Digital marks Intel territory with its low-end Alpha chip
Digital Equipment made a foray into the Intel chip market last week with the launch of a pared-down Alpha chip designed for corporate PCs.
The systems supplier said that PCs running its new Alpha chips will start at under $2,600 (#1,635) and will be comparable in performance to Intel's Klamath-based machines.
Digital has already sold samples of the 21164PC chip to PC makers including German PC retailer Vobis Microcomputer - a long-standing Alpha partner - and US-based Enorex Microsystems.
John Fortune, product manager for Alpha at Digital Semiconductor, said the company wants to sell millions of the chips by 2000.
'Vobis and Enorex are our first horizontal partners but there are quite a few folks in various vertical markets interested in the chip,' he said.
Anne Powell, senior analyst at Datapro, believes that the Alpha 21164PC microprocessor is 'without a doubt an excellent chip. But its chances for success aren't that great in the low-end PC market. The proportion of people in the industry opting for alternatives to Intel is pretty low.'
She added: 'In places where Digital is an established PC vendor or where people are already running Alpha-based Unix or NT boxes, the chip ought to do well. Outside that, it will be harder to argue.'
Digital claims that around 6,000 software programs designed for Pentium-based machines running NT can run native on the new Alpha chip.
'There are 18,000 software applications that run native on Alpha and with FX!32 binary translation the machines can run any Windows application at the same performance as the Pentium Pro,' said Fortune.
The chip will ship in volume in July and will be available in three clock speeds - 400MHz, 466MHz and 533MHz.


_WORK TO COMPLETE_.
Quote exactly, and only, the lines from the one containing "Describe the element at coordinates (482, 99)" through the end of the material below. Skip pictures.

• • • • • • •

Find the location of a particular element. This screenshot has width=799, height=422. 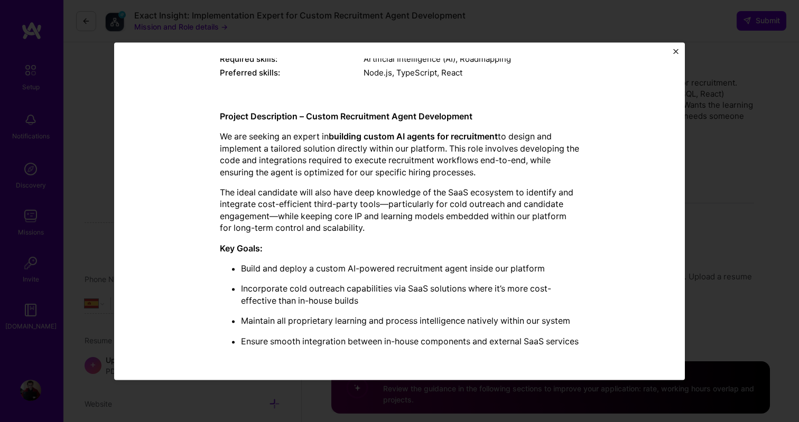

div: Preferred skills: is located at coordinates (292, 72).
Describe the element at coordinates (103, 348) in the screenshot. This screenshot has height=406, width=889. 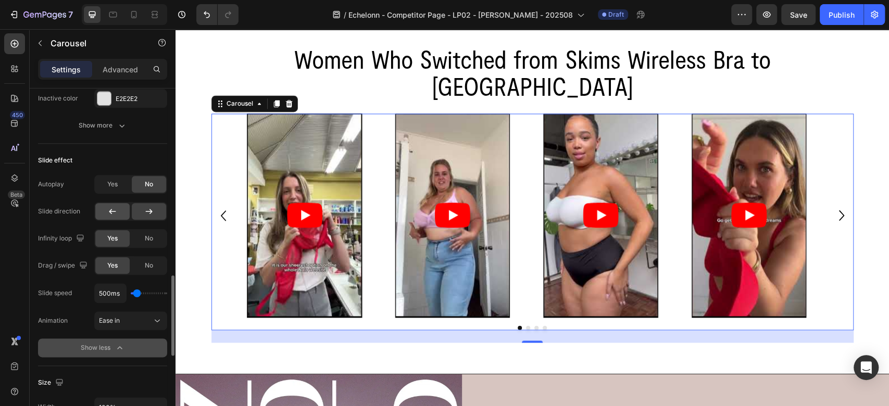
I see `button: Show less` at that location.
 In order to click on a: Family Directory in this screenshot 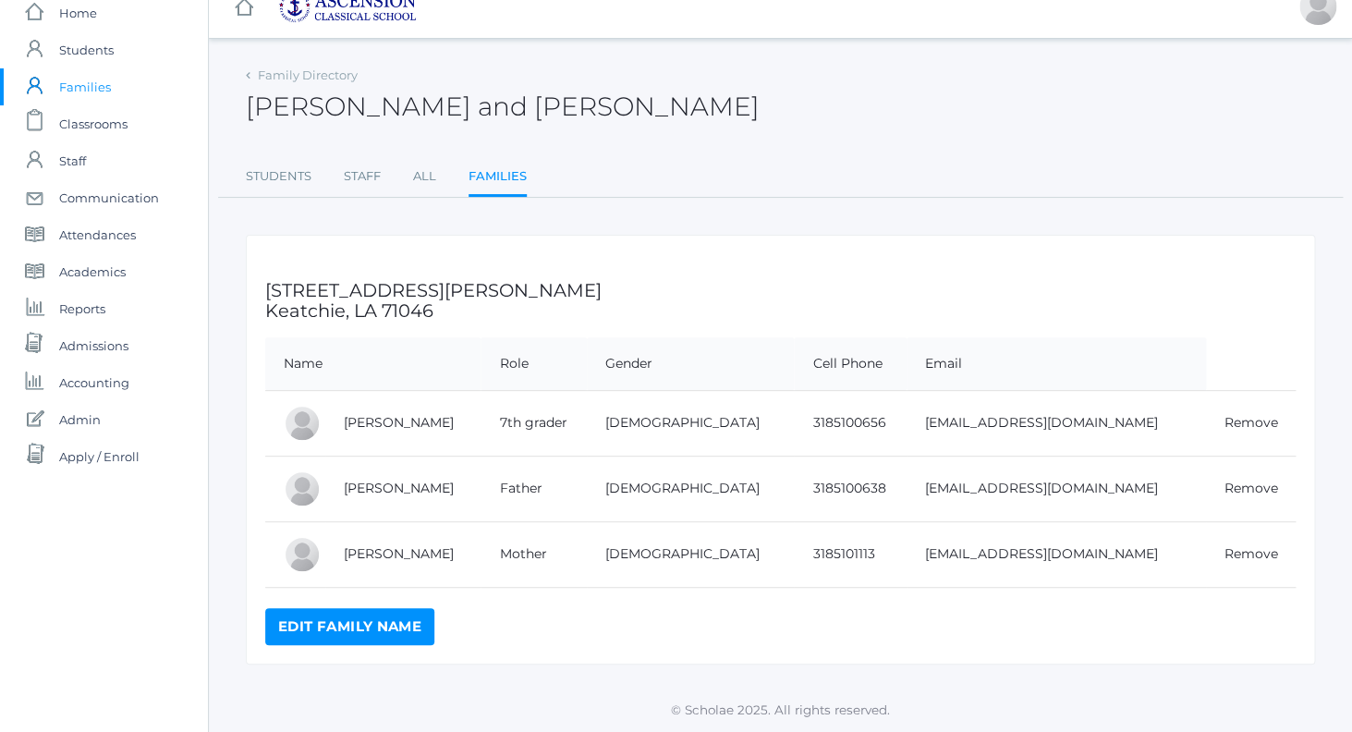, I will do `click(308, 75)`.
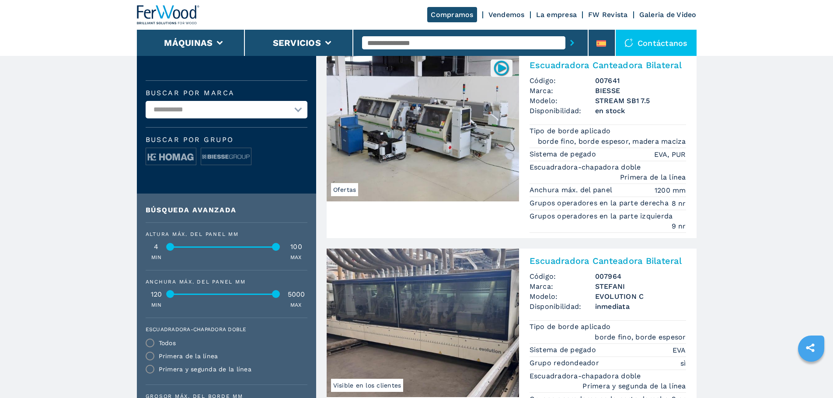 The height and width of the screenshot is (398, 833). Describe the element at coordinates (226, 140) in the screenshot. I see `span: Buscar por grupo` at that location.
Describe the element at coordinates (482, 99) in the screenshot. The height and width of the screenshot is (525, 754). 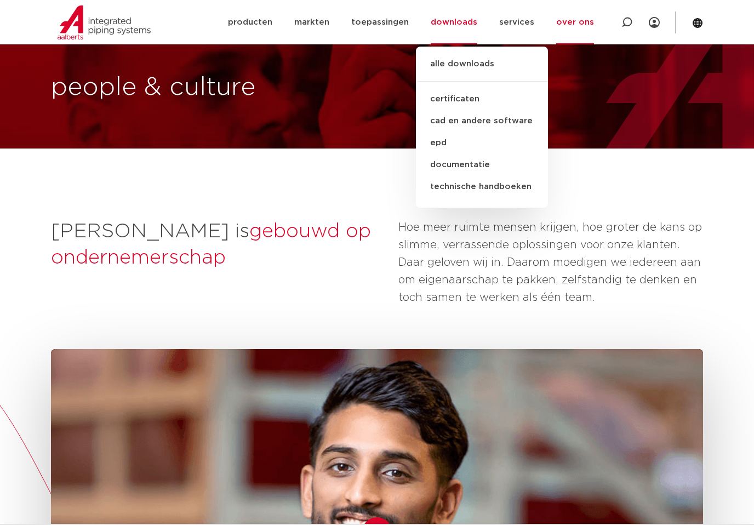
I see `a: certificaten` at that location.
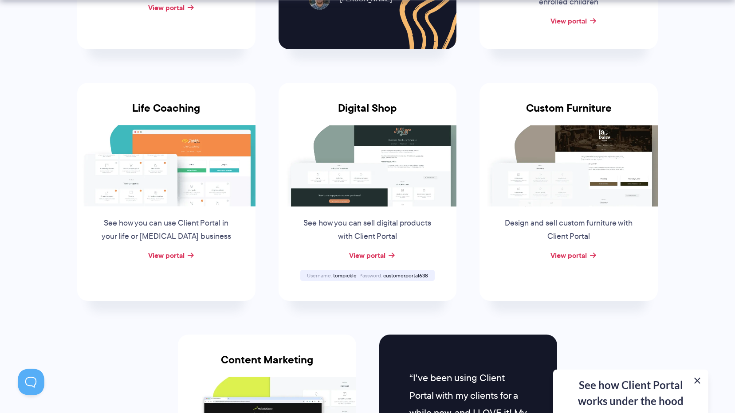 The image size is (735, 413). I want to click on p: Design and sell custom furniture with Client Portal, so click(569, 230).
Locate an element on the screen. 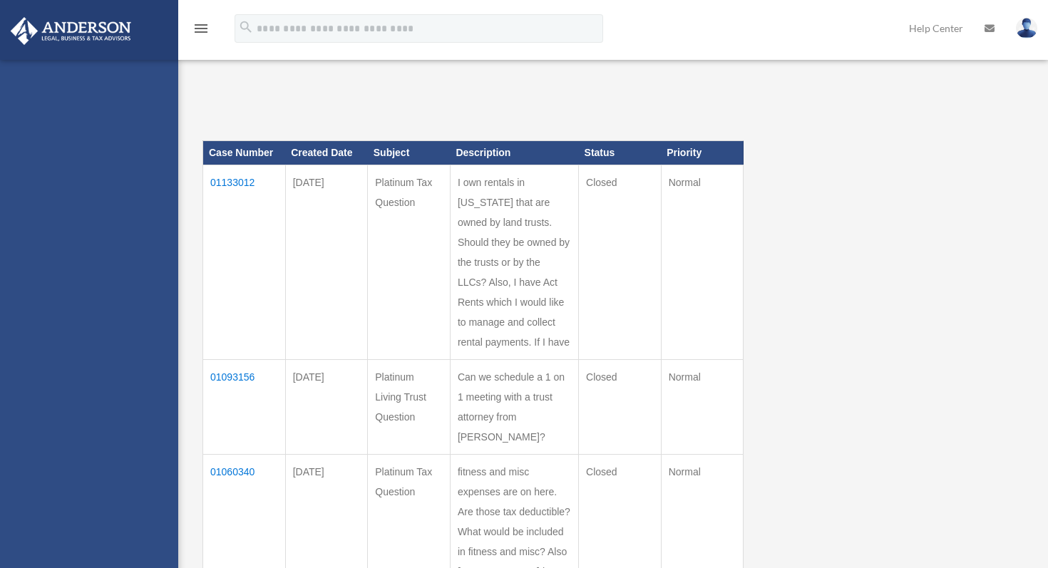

• • • • • • •

_ANSWER FOR THIS EXERCISE_.
Describe the element at coordinates (482, 99) in the screenshot. The height and width of the screenshot is (525, 754). 
I see `a: certificaten` at that location.
 The image size is (735, 413). I want to click on p: Design and sell custom furniture with Client Portal, so click(569, 230).
Locate an element on the screen. 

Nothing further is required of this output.